For all the talk about Apple innovation, it's still old school in one respect. While Google product managers make major announcements in blog posts, usually accompanied by helpful videos, information control-freak Apple does it the old-fashion way by issuing a press release. Today it's 15 billion downloads from the App Store.

I'm more surprised by timing than anything else. Apple's App Store opened for business July 10, 2008, which makes the three-year anniversary good day for the announcement. But by old school PR thinking, that would be bad day, being Sunday. Some advice to Apple: Look at Microsoft taking over Baidu English search. The news was everywhere on Monday -- and that was on July 4th, America's national holiday!

"In just three years, the revolutionary App Store has grown to become the most exciting and successful software marketplace the world has ever seen," Phi Schiller, Apple's senior vice president of Worldwide Product Marketing, says in a statement. There's nothing modest about that statement, now is there.

Perhaps the timing resonds to something else -- as does the tone of Schiller's statement. Yesterday, a federal judge denied Apple's request barring Amazon from using "App Store". The judge hasn't found the name to be all that revolutionary.

What I find most interesting: Apple didn't update the number of apps or iOS devices sold users, 425,000 and 200 million, respectively, disclosed a month ago. Perhaps management is saving up for the quarterly earnings release later this month. However, the number of app downloads is up 1 billion since June 6, which most certainly is an impressive number.

But by another measure, is it? The math is easy, dividing 200 million into 1 billion -- an average 5 apps per iOS device user over the course of a month. That assumes, of course, all iOS devices shipped are actually being used and that everyone downloads apps. Unlikely, for both.

Still, five doesn't seem like that much, given the large number of free apps and how many are games. Yesterday, Nielsen revealed that games is the most popular category (64 percent) among mobile apps downloaded by US phone users over the previous 30 days. iPhoners spend nearly twice as long playing games as the average user.

Something else, and maybe this is nitpicking: Apple doesn't use "new" to describe the number of downloads. Does the company count updates, of which there are plenty? It's a great way of jacking up the numbers, particularly when taking that old-fashion public relations approach.

BTW, the number of iPad apps is 100,000.

Today's 15 billion number comes as rumors escalate about iPhone 5 launching as early as September.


Problem description: The full set of entries below, restated word for word and stripped of images, is the expected result.
##### Exercise input
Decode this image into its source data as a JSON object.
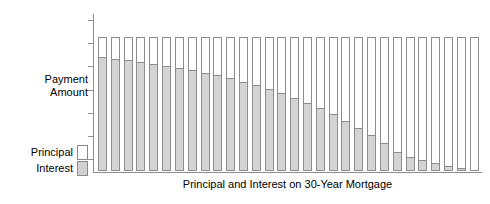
{
  "chart_data": {
    "type": "bar",
    "title": "",
    "xlabel": "Principal and Interest on 30-Year Mortgage",
    "ylabel": "Payment\nAmount",
    "stacked": true,
    "grid": false,
    "legend_position": "left",
    "axis": {
      "y_tick_count": 7,
      "y_tick_labels": [],
      "ylim": [
        0,
        1.18
      ],
      "x_tick_labels": []
    },
    "categories": [
      "1",
      "2",
      "3",
      "4",
      "5",
      "6",
      "7",
      "8",
      "9",
      "10",
      "11",
      "12",
      "13",
      "14",
      "15",
      "16",
      "17",
      "18",
      "19",
      "20",
      "21",
      "22",
      "23",
      "24",
      "25",
      "26",
      "27",
      "28",
      "29",
      "30"
    ],
    "series": [
      {
        "name": "Interest",
        "color": "#d4d4d4",
        "values": [
          0.855,
          0.845,
          0.833,
          0.821,
          0.807,
          0.792,
          0.776,
          0.758,
          0.739,
          0.718,
          0.695,
          0.67,
          0.643,
          0.613,
          0.581,
          0.546,
          0.508,
          0.467,
          0.422,
          0.374,
          0.321,
          0.264,
          0.202,
          0.134,
          0.102,
          0.078,
          0.055,
          0.032,
          0.012,
          0.0
        ]
      },
      {
        "name": "Principal",
        "color": "#ffffff",
        "values": [
          0.145,
          0.155,
          0.167,
          0.179,
          0.193,
          0.208,
          0.224,
          0.242,
          0.261,
          0.282,
          0.305,
          0.33,
          0.357,
          0.387,
          0.419,
          0.454,
          0.492,
          0.533,
          0.578,
          0.626,
          0.679,
          0.736,
          0.798,
          0.866,
          0.898,
          0.922,
          0.945,
          0.968,
          0.988,
          1.0
        ]
      }
    ],
    "total_value": 1.0
  },
  "legend": {
    "items": [
      {
        "label": "Principal",
        "swatch": "principal"
      },
      {
        "label": "Interest",
        "swatch": "interest"
      }
    ]
  },
  "colors": {
    "interest": "#d4d4d4",
    "principal": "#ffffff",
    "axis": "#8d8d8d",
    "text": "#000000",
    "background": "#ffffff"
  }
}
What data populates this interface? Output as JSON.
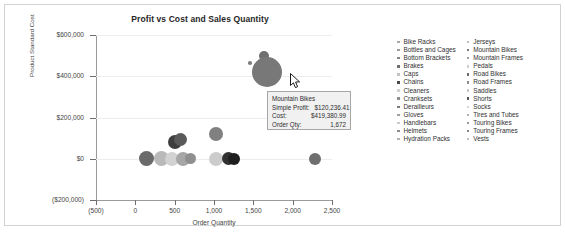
##########
Task output:
Decode this image into its source data as a JSON object.
{
  "chart_data": {
    "type": "bar",
    "title": "",
    "xlabel": "Principal and Interest on 30-Year Mortgage",
    "ylabel": "Payment\nAmount",
    "stacked": true,
    "grid": false,
    "legend_position": "left",
    "axis": {
      "y_tick_count": 7,
      "y_tick_labels": [],
      "ylim": [
        0,
        1.18
      ],
      "x_tick_labels": []
    },
    "categories": [
      "1",
      "2",
      "3",
      "4",
      "5",
      "6",
      "7",
      "8",
      "9",
      "10",
      "11",
      "12",
      "13",
      "14",
      "15",
      "16",
      "17",
      "18",
      "19",
      "20",
      "21",
      "22",
      "23",
      "24",
      "25",
      "26",
      "27",
      "28",
      "29",
      "30"
    ],
    "series": [
      {
        "name": "Interest",
        "color": "#d4d4d4",
        "values": [
          0.855,
          0.845,
          0.833,
          0.821,
          0.807,
          0.792,
          0.776,
          0.758,
          0.739,
          0.718,
          0.695,
          0.67,
          0.643,
          0.613,
          0.581,
          0.546,
          0.508,
          0.467,
          0.422,
          0.374,
          0.321,
          0.264,
          0.202,
          0.134,
          0.102,
          0.078,
          0.055,
          0.032,
          0.012,
          0.0
        ]
      },
      {
        "name": "Principal",
        "color": "#ffffff",
        "values": [
          0.145,
          0.155,
          0.167,
          0.179,
          0.193,
          0.208,
          0.224,
          0.242,
          0.261,
          0.282,
          0.305,
          0.33,
          0.357,
          0.387,
          0.419,
          0.454,
          0.492,
          0.533,
          0.578,
          0.626,
          0.679,
          0.736,
          0.798,
          0.866,
          0.898,
          0.922,
          0.945,
          0.968,
          0.988,
          1.0
        ]
      }
    ],
    "total_value": 1.0
  },
  "legend": {
    "items": [
      {
        "label": "Principal",
        "swatch": "principal"
      },
      {
        "label": "Interest",
        "swatch": "interest"
      }
    ]
  },
  "colors": {
    "interest": "#d4d4d4",
    "principal": "#ffffff",
    "axis": "#8d8d8d",
    "text": "#000000",
    "background": "#ffffff"
  }
}
What data populates this interface? Output as JSON.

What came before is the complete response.